High-order finite-volume integration schemes for subsonic magnetohydrodynamics
Jean-Mathieu Teissier, Wolf-Christian Müller
TL;DR
This work develops a dimension-by-dimension, high-order finite-volume scheme for subsonic magnetohydrodynamics on Cartesian grids, incorporating constrained-transport to keep $\nabla\cdot\mathbf{b}=0$ and achieving up to 10th order accuracy with only one face reconstruction per cell. The solver combines a magnetic-field interpolation (Binterp) with WENO reconstructions, a flux module featuring a 1D Riemann solver and a CT-based 2D Riemann solver, and a passage-through-point-values framework (AtoP/PtoA) to preserve high-order accuracy in nonlinear fluxes. It also provides a consistent treatment of non-ideal terms (viscosity $\mu$, magnetic diffusivity $\eta$) and an internal-energy sink $S_e$, along with forcing in spectral space mapped to the grid, enabling driven turbulence at statistically stationary states. Numerical tests on a 3D MHD vortex and forced turbulence demonstrate reduced numerical dissipation at higher orders and show that high-order schemes can achieve comparable accuracy on coarser grids, with clearer inertial ranges and finer structures. The framework is flexible for including dissipative physics and forcing while preserving the intended accuracy, though stability considerations for non-smooth supersonic flows remain an area for potential stabilization or adaptive-order strategies.
Abstract
We present an efficient dimension-by-dimension finite-volume method which solves the adiabatic magnetohydrodynamics equations at high discretization order, using the constrained-transport approach on Cartesian grids. Results are presented up to tenth order of accuracy. This method requires only one reconstructed value per face for each computational cell. A passage through high-order point values leads to a modest growth of computational cost with increasing discretization order. At a given resolution, these high-order schemes present significantly less numerical dissipation than commonly employed lower-order approaches. Thus, results of comparable accuracy are achievable at a substantially coarser resolution, yielding overall performance gains. We also present a way to include physical dissipative terms: viscosity, magnetic diffusivity and cooling functions, respecting the finite-volume and constrained-transport frameworks.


#### Work request:
The records below are split into lines. How many of those lines contain the string "elements"? Reply with the number only.

(Records from a data source)
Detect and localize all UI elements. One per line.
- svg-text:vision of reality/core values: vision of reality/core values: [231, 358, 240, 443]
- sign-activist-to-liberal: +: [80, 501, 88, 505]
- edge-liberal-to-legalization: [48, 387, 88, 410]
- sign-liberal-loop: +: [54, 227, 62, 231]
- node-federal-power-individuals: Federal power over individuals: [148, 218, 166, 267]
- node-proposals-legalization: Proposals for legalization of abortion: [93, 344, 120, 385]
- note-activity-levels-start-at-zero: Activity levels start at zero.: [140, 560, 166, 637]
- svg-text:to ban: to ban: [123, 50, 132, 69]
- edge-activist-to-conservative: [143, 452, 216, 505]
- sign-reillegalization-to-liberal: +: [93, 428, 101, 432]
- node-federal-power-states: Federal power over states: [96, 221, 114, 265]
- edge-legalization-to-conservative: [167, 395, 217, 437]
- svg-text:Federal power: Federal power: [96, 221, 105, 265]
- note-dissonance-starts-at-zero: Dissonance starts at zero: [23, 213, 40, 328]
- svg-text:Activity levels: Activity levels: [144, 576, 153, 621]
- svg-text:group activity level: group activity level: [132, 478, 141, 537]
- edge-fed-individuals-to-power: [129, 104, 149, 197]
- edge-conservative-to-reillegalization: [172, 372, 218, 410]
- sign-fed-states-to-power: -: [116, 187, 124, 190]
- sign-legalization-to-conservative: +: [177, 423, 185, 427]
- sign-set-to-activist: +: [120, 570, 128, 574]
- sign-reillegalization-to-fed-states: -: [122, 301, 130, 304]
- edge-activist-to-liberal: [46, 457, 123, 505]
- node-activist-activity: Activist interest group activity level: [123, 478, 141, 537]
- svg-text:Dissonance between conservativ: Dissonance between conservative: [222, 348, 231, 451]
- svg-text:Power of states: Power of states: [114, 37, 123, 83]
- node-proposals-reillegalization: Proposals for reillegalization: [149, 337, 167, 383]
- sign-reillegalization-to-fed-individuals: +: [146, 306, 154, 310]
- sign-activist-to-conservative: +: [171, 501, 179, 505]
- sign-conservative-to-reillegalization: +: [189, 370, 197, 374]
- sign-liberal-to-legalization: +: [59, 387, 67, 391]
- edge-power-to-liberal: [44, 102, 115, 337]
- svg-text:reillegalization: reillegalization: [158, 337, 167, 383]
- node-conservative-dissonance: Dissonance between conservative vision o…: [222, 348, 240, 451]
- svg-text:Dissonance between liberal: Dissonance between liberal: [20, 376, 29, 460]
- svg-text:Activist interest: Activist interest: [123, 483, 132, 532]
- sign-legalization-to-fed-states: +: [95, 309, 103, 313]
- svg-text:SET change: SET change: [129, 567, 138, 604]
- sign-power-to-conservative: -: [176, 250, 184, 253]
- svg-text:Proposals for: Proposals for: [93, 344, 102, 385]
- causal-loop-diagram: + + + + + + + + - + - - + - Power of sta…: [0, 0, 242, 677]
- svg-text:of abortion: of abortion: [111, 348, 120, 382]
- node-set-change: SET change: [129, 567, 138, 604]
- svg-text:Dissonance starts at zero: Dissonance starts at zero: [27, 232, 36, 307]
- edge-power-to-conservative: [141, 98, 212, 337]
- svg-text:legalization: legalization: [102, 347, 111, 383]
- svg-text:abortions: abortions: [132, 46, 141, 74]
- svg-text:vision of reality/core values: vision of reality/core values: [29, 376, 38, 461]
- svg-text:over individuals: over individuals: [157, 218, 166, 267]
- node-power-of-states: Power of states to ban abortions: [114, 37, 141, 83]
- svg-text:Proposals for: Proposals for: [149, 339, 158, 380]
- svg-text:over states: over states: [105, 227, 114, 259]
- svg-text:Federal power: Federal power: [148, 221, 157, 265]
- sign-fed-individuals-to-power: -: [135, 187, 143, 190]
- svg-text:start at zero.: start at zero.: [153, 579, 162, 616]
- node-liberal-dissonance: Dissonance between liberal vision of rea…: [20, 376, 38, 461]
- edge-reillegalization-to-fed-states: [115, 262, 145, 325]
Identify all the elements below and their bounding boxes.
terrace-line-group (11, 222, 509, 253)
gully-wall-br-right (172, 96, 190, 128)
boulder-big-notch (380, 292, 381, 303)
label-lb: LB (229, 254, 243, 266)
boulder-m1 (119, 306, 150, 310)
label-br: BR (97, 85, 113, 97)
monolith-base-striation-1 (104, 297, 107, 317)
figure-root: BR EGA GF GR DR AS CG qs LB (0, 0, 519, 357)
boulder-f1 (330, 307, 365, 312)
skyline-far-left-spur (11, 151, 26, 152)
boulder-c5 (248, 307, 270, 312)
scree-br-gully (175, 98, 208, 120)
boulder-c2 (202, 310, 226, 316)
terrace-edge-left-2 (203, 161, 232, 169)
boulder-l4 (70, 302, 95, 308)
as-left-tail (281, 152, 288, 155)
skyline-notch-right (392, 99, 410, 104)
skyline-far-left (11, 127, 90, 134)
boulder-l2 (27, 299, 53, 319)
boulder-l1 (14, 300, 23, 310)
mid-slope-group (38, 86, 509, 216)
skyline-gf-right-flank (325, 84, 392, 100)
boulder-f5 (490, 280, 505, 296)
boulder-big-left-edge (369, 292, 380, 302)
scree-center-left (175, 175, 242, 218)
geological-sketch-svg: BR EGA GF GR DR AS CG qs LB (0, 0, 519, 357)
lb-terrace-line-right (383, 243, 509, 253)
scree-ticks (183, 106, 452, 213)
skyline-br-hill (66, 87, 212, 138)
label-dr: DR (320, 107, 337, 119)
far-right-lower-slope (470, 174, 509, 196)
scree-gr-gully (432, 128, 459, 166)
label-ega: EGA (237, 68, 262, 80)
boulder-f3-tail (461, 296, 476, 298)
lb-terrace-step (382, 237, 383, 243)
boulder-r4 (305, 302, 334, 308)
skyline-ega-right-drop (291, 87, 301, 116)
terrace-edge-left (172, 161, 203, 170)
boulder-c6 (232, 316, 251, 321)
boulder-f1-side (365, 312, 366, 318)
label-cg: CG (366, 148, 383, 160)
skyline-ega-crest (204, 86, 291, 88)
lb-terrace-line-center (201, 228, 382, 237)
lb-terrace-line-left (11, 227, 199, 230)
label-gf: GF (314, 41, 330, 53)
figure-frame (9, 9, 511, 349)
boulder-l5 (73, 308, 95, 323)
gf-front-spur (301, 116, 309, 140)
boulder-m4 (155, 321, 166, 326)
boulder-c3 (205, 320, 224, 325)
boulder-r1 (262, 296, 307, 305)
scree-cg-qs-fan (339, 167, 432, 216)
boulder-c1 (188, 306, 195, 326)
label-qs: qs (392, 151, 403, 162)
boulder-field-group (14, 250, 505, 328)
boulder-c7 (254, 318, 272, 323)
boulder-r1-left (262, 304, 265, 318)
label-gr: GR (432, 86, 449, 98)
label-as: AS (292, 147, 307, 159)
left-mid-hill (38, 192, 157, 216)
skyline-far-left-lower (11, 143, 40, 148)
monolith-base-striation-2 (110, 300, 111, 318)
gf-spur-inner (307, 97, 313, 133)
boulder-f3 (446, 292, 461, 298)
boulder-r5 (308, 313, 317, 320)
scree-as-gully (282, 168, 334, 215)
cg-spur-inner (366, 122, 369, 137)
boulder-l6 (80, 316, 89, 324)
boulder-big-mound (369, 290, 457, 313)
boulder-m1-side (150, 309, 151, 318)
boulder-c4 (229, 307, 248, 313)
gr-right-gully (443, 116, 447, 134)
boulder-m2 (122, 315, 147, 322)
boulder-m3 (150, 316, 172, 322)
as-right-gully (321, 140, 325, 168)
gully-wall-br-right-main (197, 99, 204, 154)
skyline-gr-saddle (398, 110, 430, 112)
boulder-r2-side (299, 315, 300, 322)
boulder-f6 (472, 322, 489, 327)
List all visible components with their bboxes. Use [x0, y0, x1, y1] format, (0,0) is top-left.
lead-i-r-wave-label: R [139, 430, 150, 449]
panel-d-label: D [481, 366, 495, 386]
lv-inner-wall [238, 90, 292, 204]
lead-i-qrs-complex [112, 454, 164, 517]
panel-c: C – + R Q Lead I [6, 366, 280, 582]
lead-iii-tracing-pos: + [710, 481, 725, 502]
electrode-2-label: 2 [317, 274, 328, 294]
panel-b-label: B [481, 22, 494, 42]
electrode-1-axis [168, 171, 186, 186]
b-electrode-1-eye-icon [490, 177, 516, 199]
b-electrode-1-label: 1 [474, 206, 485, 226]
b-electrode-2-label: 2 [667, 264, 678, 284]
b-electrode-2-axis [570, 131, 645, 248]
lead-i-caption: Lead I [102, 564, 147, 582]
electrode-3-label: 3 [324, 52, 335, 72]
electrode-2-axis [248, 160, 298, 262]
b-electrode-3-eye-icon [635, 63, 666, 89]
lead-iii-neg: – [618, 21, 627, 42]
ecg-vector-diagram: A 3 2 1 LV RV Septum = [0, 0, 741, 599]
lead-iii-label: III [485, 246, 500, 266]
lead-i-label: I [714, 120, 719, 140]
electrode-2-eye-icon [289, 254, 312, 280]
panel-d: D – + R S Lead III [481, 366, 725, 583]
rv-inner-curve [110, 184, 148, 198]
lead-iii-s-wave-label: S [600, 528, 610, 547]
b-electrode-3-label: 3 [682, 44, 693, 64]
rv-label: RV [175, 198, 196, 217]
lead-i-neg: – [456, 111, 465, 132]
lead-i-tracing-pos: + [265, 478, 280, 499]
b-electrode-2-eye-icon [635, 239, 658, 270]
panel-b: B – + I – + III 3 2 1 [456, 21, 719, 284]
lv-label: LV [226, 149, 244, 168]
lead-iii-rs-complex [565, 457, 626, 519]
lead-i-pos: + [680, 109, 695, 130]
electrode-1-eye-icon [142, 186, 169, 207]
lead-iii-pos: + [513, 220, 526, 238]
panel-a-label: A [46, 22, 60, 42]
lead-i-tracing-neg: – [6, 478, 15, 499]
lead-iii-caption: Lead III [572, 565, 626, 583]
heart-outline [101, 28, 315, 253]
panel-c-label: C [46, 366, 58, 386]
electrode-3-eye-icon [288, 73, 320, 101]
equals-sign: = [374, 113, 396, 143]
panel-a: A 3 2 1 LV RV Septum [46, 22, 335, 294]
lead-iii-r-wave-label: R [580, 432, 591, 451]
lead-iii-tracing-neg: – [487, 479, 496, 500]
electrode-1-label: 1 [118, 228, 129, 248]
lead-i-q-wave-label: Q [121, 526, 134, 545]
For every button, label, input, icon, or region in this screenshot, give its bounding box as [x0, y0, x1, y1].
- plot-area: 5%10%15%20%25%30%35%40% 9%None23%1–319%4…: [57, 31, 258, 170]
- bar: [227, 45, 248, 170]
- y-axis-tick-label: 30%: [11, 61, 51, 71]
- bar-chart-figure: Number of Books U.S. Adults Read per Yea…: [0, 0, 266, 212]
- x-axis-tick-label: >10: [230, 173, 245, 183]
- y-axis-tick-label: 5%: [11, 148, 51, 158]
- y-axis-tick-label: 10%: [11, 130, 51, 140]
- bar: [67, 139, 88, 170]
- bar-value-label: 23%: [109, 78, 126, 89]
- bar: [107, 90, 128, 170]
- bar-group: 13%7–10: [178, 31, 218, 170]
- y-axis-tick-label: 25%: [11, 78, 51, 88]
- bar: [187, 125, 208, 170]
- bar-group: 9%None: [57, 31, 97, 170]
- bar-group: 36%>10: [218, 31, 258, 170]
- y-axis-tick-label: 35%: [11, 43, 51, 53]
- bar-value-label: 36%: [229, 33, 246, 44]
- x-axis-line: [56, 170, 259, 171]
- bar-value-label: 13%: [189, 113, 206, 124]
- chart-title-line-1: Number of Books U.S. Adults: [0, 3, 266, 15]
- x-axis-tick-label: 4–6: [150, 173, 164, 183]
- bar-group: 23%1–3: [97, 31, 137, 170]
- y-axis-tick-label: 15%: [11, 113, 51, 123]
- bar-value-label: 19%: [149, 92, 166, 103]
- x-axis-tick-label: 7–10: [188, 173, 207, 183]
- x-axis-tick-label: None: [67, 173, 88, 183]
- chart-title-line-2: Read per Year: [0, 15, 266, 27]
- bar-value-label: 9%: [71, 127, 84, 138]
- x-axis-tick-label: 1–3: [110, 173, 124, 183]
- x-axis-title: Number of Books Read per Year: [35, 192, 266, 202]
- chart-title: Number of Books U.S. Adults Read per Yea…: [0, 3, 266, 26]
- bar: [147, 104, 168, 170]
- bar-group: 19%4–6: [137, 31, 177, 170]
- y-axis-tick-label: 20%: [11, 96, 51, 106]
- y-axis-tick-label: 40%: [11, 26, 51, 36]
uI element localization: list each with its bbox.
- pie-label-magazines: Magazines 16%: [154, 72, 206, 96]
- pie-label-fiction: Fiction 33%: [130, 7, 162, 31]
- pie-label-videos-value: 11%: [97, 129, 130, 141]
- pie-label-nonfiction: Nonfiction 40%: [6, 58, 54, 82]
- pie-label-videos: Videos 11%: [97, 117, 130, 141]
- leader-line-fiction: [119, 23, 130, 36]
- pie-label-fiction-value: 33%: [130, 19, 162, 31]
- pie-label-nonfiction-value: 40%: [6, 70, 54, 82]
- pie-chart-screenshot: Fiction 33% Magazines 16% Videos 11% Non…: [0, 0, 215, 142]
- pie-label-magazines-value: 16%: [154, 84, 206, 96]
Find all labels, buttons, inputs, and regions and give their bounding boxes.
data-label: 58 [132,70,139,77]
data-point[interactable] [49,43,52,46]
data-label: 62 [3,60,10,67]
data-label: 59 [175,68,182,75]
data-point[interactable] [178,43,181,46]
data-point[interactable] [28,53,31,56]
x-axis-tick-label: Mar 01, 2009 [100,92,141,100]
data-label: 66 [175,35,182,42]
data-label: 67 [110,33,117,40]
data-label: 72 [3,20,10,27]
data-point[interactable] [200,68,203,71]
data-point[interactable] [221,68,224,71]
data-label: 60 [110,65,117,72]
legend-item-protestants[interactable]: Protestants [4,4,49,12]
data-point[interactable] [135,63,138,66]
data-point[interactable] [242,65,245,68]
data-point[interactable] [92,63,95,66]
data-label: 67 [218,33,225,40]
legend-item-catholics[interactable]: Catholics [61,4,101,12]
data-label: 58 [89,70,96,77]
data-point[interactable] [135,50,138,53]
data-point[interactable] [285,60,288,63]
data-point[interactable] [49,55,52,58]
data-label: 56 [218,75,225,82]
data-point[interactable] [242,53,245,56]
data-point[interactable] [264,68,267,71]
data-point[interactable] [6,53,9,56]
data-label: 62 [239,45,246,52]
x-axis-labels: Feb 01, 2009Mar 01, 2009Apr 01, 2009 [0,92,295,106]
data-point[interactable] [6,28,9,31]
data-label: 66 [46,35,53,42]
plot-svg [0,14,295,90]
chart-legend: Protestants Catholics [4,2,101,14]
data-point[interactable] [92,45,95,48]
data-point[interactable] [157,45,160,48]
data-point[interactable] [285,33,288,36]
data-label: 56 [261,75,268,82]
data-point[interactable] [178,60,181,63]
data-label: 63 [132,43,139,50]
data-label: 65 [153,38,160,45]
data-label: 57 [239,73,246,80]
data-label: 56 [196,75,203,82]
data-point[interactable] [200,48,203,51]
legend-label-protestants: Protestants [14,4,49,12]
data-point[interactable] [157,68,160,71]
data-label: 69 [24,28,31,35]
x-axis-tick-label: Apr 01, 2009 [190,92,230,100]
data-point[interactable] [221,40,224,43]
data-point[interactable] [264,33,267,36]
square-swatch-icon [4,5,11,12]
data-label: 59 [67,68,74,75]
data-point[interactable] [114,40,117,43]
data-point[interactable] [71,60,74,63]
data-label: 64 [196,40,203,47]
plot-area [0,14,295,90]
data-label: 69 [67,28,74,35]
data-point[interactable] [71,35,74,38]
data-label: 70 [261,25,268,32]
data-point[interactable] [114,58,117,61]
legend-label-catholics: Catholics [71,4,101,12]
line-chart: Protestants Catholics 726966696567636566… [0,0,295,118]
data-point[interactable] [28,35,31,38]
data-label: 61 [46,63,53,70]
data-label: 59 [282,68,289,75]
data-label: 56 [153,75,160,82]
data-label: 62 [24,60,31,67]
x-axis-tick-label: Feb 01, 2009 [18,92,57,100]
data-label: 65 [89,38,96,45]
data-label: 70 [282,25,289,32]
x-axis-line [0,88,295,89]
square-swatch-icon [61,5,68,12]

#### Solution to the exercise:
2